Facebook Pilots Free WiFi For Students’ Homes In The Backyard Of Its NC Data Center

Just as the FCC has approved a plan to invest $2 billion into U.S. schools to improve WiFi, Facebook is taking a step to improve WiFi for students in their homes. Today the company is announcing a pilot in North Carolina to provide free WiFi-based internet access to students’ homes. The project, focused around Forest City,  is being rolled out in cooperation with Rutherford County Schools and Pangaea, a non-profit provider of high-speed fiber optic Internet services.

Why Forest City? It’s the site of one of Facebook’s data centers. The first part of the project will cover 75-100 homes.
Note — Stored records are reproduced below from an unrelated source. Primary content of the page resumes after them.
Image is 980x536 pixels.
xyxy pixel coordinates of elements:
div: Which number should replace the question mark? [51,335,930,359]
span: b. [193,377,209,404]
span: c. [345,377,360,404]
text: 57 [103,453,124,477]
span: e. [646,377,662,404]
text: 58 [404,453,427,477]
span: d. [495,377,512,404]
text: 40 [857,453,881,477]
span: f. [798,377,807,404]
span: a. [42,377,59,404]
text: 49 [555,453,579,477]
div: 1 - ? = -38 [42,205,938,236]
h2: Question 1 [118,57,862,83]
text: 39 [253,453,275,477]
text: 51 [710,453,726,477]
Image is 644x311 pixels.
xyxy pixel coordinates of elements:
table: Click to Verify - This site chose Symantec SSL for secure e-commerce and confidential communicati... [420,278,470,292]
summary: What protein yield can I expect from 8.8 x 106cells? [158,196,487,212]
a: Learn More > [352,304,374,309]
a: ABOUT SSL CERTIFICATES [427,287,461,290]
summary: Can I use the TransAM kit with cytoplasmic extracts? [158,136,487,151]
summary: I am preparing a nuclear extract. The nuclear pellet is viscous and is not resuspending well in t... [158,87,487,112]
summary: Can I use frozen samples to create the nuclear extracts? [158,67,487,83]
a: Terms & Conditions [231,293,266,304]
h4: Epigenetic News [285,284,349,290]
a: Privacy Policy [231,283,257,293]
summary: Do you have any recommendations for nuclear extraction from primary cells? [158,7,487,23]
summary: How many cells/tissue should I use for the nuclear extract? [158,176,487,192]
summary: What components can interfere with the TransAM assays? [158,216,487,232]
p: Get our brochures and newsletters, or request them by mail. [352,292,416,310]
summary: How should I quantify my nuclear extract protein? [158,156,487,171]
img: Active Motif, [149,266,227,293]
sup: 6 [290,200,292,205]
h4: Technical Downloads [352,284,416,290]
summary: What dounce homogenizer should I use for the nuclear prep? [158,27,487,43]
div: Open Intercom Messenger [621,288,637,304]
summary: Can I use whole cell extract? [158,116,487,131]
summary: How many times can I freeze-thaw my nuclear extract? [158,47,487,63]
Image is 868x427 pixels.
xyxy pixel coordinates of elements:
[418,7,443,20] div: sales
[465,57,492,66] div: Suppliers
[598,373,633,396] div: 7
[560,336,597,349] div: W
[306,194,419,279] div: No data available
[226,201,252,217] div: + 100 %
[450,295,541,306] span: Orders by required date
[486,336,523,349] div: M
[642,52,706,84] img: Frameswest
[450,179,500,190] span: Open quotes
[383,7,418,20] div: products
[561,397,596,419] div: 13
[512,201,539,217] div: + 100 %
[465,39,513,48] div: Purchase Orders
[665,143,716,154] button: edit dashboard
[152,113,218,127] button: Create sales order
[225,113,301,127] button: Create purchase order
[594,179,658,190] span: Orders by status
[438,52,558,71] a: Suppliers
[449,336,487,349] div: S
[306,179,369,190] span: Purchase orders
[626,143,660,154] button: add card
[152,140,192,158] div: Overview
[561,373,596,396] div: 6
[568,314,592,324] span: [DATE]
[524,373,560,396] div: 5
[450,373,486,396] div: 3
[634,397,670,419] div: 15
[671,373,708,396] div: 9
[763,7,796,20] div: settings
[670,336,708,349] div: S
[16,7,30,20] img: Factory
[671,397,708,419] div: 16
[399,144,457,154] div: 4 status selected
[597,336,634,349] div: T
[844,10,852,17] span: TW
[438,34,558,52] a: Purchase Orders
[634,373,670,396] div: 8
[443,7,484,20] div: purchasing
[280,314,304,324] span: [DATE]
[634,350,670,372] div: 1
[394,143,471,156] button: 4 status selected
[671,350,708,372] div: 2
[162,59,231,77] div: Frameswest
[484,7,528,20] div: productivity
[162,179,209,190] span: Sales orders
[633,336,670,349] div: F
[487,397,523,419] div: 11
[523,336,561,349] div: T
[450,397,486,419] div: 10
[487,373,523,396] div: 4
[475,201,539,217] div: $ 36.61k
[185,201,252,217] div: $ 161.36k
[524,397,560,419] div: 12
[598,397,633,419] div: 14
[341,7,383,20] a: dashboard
The initiative comes at the time of another digital divide program in the town hitting a stumbling block. In 2011, the school system introduced a 1:1 initiative to provide a personal laptop to every middle and high school student. “But nearly half of the 6,000 students who have received a laptop do not have Internet access at home,” the company notes.

Enter Facebook and Pangaea.

“One of the pillars of the 1:1 initiative is to ensure equal access to digital information for all students,” said Dr. Janet Mason, superintendent of Rutherford County Schools, said in a statement. “We are thrilled to have partners like Facebook, PANGAEA Internet, and the Town of Forest City who share this vision and are enabling us to take another step toward delivering on our promise. When you can utilize technology to enhance educational opportunities for our county’s young people, everybody wins.”

It’s not clear whether the project will extend to other parts of the U.S. or even to other international centers where Facebook has been building infrastructure. It complements the work that the company has been pushing via the Internet.org project to bridge digital divides and improve Internet access everywhere; and it aligns with Startup:Education, a fund backed by Facebook CEO Mark Zuckerberg to invest in interesting technology initiatives to improve how schools work. (One project, the Education Superhighway, is aimed at helping schools get more familiar with how well their broadband works and how to improve it.) Yes, this is something that makes business sense for the social network, but also is a useful and important example of how tech companies making serious money can use it for something worthwhile.